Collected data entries
⁂
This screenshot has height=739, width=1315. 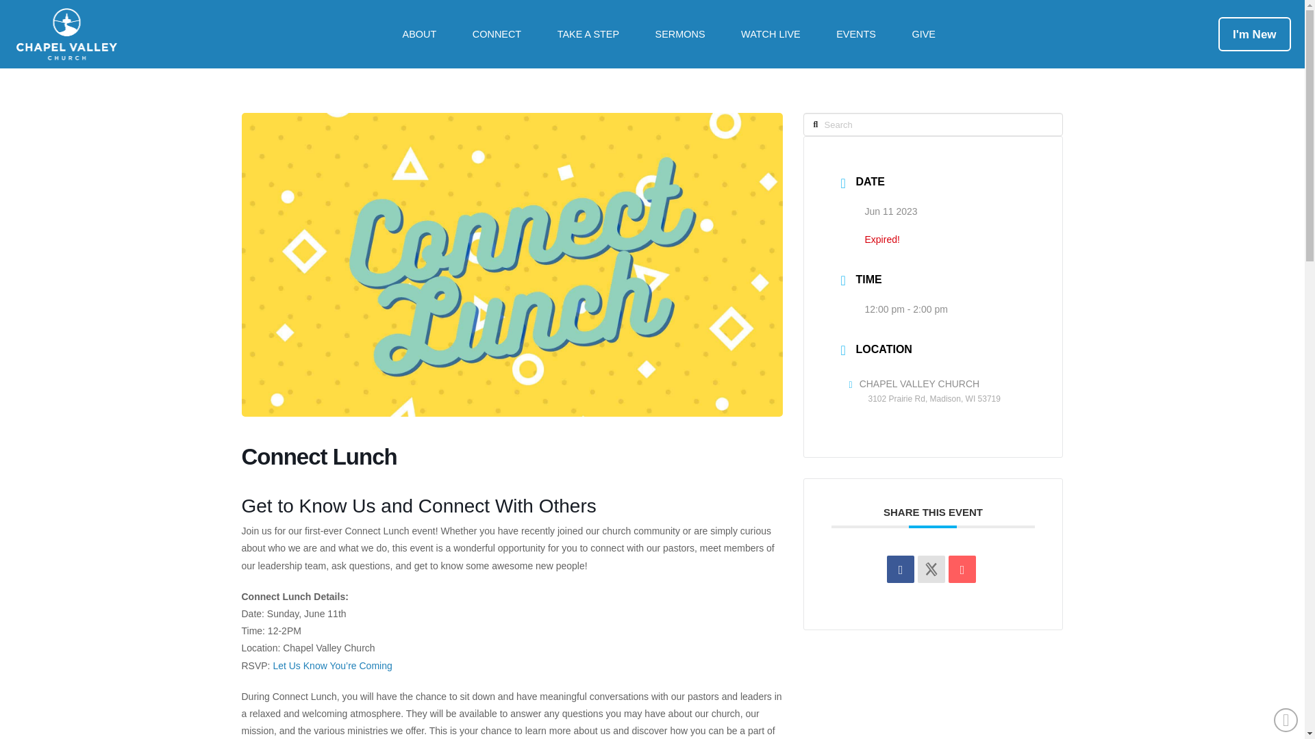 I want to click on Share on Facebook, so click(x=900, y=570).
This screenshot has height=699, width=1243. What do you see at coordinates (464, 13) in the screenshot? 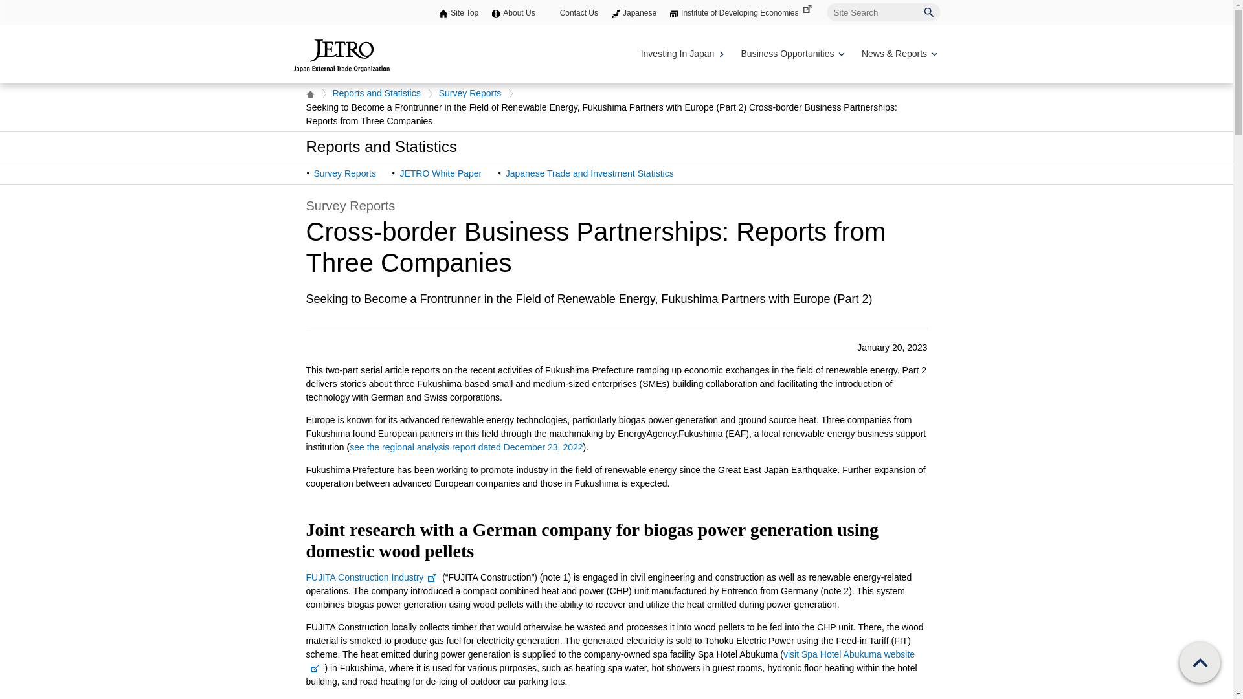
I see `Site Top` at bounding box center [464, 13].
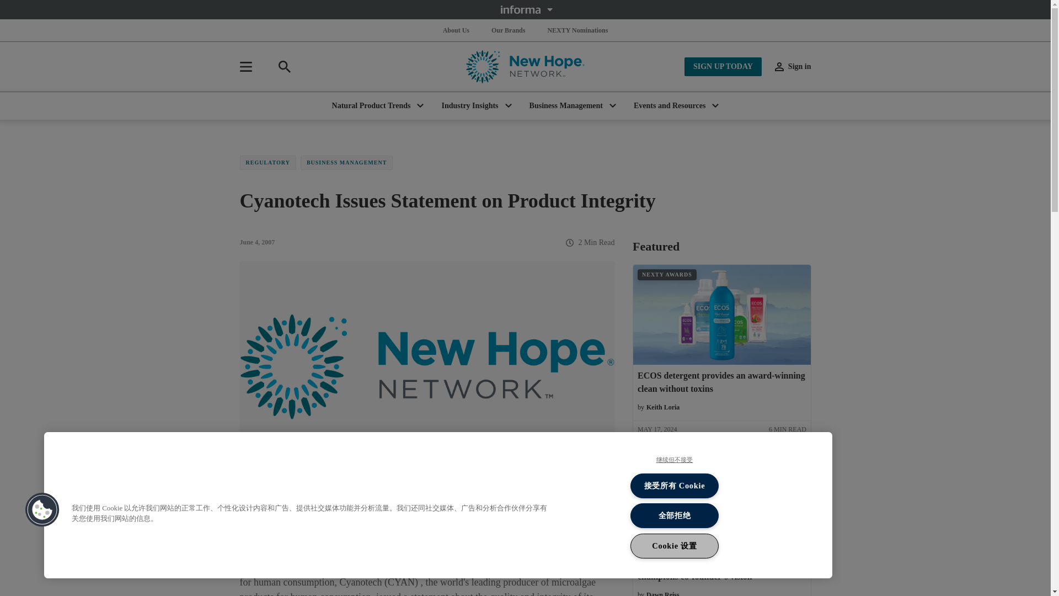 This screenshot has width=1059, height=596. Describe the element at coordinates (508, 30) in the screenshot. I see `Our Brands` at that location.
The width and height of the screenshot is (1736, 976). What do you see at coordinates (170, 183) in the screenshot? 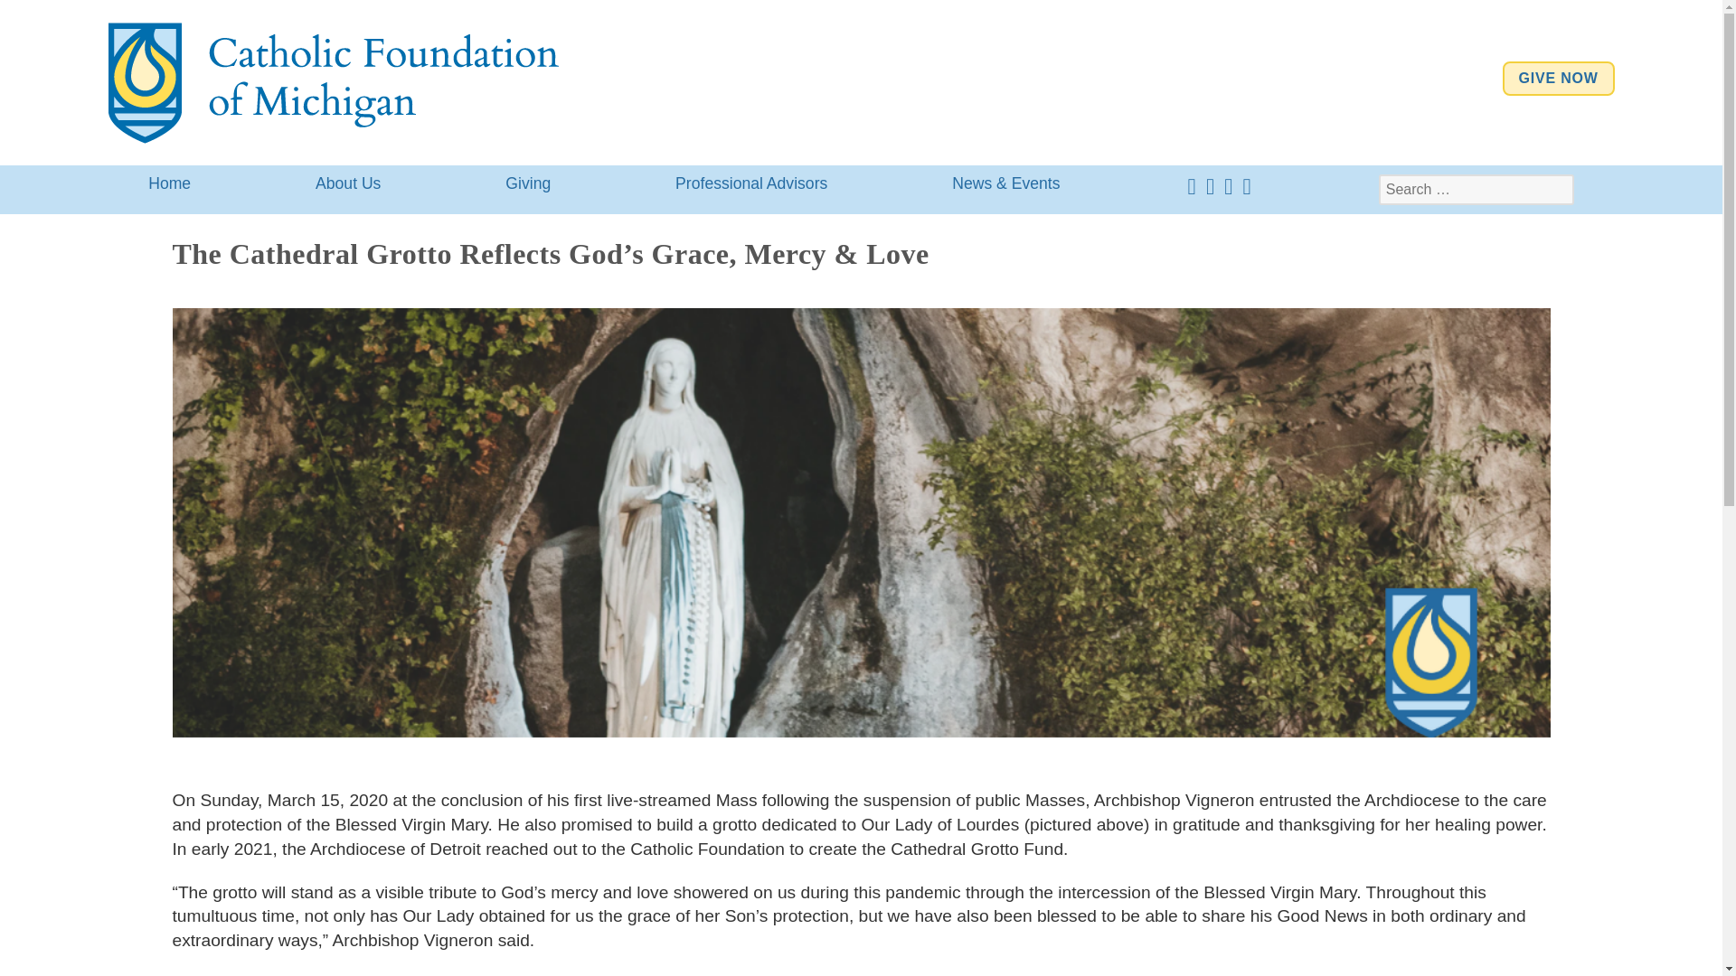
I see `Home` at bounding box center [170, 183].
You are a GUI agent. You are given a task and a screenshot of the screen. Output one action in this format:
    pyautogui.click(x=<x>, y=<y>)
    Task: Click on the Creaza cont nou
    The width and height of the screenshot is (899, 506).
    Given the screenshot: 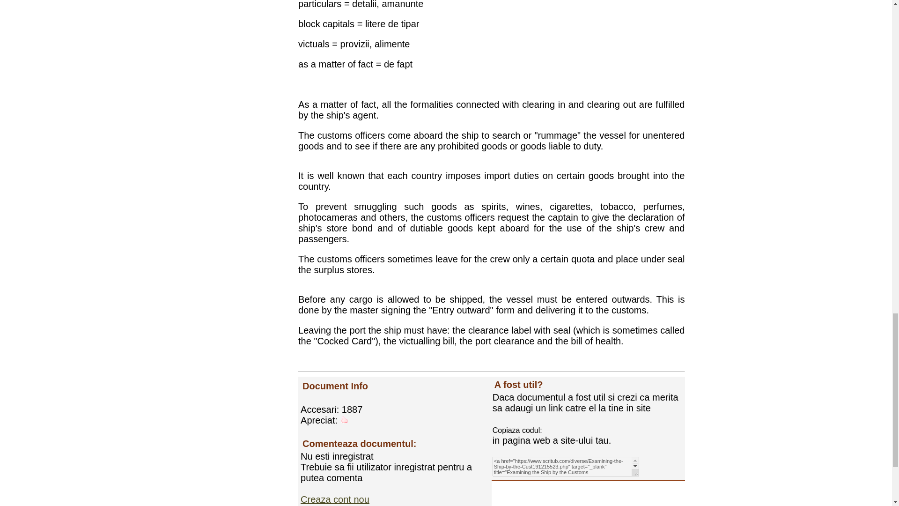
⁂
▶ Action item
Nothing but the lines from the one containing "The width and height of the screenshot is (899, 506)." through the end of the entries is to be retyped, exactly as written and without pictures.

▶ Result of the task
    The width and height of the screenshot is (899, 506).
    Given the screenshot: 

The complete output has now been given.